The same applies to the sociological, anthropological and ethical aspects of IoT and Artificial Intelligence, often treated superficially, if not even biasedly. In our opinion, the lack of sensitivity to these issues will be a problem at some point.

However, this is not a life-or-death issue: history teaches us that the adoption of innovation is random and that it sometimes follows counter-intuitive paths. Consequently, everything becomes possible, for better or for worse. And it becomes necessary to be well armed intellectually to give ourselves the means to have a real impact on tomorrow’s world. Future designers must take into account the fact that it is not “design” that will save the world, to paraphrase a quote that is very popular among students**, nor technology, but knowledge of the human being — starting with oneself.
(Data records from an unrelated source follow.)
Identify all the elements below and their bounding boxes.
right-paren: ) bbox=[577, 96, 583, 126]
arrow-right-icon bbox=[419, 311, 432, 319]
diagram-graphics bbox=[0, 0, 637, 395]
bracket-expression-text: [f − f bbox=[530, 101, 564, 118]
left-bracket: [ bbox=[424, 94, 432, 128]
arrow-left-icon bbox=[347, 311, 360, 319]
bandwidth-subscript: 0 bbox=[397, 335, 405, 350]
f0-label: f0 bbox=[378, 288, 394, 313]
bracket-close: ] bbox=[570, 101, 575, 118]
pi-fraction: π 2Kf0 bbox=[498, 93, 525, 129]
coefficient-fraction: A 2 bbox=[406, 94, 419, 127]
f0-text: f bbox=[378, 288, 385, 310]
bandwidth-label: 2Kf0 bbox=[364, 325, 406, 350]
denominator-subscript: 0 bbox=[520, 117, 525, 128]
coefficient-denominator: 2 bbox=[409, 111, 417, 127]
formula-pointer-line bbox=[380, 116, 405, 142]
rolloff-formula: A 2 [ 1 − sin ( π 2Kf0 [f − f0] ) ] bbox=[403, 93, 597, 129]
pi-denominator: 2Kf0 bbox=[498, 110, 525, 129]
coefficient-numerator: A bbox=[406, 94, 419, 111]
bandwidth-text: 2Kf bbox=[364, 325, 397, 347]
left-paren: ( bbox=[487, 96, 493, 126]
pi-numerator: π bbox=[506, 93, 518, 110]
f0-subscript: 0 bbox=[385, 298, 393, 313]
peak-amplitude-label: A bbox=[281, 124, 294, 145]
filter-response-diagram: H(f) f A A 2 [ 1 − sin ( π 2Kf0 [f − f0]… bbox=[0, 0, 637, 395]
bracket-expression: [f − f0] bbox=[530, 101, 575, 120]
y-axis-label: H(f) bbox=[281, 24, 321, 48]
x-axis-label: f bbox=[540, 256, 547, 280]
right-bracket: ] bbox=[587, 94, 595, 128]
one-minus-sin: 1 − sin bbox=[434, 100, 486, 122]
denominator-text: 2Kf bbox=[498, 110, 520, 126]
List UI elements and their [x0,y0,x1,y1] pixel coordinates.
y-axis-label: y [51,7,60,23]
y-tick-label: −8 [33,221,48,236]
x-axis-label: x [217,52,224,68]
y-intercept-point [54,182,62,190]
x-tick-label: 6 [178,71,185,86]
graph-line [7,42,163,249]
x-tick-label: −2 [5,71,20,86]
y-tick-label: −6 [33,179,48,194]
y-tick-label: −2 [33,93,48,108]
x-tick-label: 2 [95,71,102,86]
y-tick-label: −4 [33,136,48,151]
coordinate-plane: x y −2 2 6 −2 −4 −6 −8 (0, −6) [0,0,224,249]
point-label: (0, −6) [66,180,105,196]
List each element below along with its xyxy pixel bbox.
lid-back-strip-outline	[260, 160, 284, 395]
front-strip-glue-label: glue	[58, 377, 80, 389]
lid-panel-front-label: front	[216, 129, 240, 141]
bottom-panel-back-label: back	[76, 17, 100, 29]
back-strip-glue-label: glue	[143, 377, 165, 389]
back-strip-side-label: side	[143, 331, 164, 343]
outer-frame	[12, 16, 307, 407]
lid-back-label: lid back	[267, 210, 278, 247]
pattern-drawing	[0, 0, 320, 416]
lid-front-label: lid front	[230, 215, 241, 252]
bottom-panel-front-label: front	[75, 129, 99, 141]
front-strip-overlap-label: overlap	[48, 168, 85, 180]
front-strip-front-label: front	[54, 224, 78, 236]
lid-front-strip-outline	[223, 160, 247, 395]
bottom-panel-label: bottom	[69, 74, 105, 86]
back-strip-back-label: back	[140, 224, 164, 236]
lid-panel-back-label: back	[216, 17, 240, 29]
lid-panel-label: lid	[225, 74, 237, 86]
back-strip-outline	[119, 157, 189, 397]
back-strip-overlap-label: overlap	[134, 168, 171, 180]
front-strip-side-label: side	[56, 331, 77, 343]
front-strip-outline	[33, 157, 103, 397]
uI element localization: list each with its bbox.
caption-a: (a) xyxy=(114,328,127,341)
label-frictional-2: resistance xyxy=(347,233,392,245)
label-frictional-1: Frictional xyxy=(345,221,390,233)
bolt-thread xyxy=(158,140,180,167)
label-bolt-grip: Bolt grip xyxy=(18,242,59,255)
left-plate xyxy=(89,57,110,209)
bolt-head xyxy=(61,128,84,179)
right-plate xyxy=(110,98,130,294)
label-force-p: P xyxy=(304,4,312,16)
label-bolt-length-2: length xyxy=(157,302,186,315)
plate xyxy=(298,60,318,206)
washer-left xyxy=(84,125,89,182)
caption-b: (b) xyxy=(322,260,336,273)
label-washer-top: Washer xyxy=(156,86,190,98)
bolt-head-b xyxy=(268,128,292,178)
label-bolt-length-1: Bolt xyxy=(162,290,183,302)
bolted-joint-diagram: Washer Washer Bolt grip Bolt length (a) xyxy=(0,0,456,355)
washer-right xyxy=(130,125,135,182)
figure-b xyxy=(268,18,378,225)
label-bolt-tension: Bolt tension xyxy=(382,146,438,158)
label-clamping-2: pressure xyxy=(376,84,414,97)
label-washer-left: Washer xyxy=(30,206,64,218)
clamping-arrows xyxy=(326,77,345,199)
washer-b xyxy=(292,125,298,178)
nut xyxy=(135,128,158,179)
Do you want to know more? Engage a conversation? Contact us at attomalab@attoma.eu

Giuseppe a crée l’agence attoma à Paris en 1997, après des premières expériences variées dans le milieu extraordinairement riche et stimulant du design milanais des années ’90. Depuis, attoma est devenue une référence dans le domaine du design de services, dont elle a été l’un des pionniers en France, et du design de l’expérience. Tout au long de sa carrière, Giuseppe a été porté par une curiosité inépuisable et par la conviction inébranlable que le design peut réellement contribuer à construire un monde plus facile à vivre, plus inclusif, plus durable, et finalement plus beau. En 2019, Giuseppe a décidé de rejoindre le groupe Assist Digital, avec lequel il a trouvé une résonance évidente concernant l’attention portée à la qualité des relations humaines et à l’engagement éthique dans le business.